The time is right for journalists who think like entrepreneurs.
Rich Gordon, a professor and director of digital innovation at Northwestern University’s Medill School of Journalism, knows this territory well. He was a reporter at the Miami Herald in the 1990s when the internet was still a new creation. Prior to that, he was digging through “rows and columns of numbers” from census data, working in the budding data journalism world with the Richmond Times Dispatch.
“I remember looking for the first time at a webpage and the underlying code, HTML, and thinking, ‘Oh, this is probably the way we’ll do online publishing,’” he recalled. “At the time, it was AOL and Prodigy. HTML brought it home.”
He was in the right place at the right time when the Herald decided to publish all its newspaper and media outlets online, becoming the paper’s first online director in 1995. Gordon was tasked not only with developing websites for the Herald and other publications but thinking of ways to make money off those sites.
“You can’t just create on product today and be done with it,” he said. “You’re always having to create new publications, new media products, new tools for readers and users. I brought that with me to Medill after four years running the Miami Herald’s online operation.”
Now he’s helping new journalism students hone their skills not just in writing and reporting but considering all opportunities on the horizon for developing new platforms in which quality information can be shared with audiences.
The motivation to study journalism hasn’t changed much but the tools and opportunities have, Gordon said. Those who will be most successful in branching out from traditional media into the new world might share some qualities with entrepreneurs, whose skills can’t really be taught as readily.
“Every organization now needs to have and create new publications and media products, not just news organizations,” Gordon said. “Every company, every brand, every nonprofit organization, probably has email newsletters, websites, apps, and they need to communicate their story to stakeholders. The process of building a successful media product is the same whether at a news organization or a non-news organization.”
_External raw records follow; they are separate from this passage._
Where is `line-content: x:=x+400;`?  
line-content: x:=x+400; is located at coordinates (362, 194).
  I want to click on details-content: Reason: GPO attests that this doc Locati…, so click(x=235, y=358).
The old adage of knowing your audience rings true for non-media outlets, something journalism students need to remember, he said.
Journalism students and working writers “understand content storytelling, which is at the core” of developing a media product. “What they need to be successful on the product side is other skills that compliment storytelling skills.”
Rich Gordon, professor and director of digital innovation at the Medill School of Journalism at Northwestern University, joins producer Michael O’Connell to discuss the onset of data and digital journalism, how the intersection of the two changed his career, and why “media product” doesn’t have to be a forbidden topic of conversation for journalism students.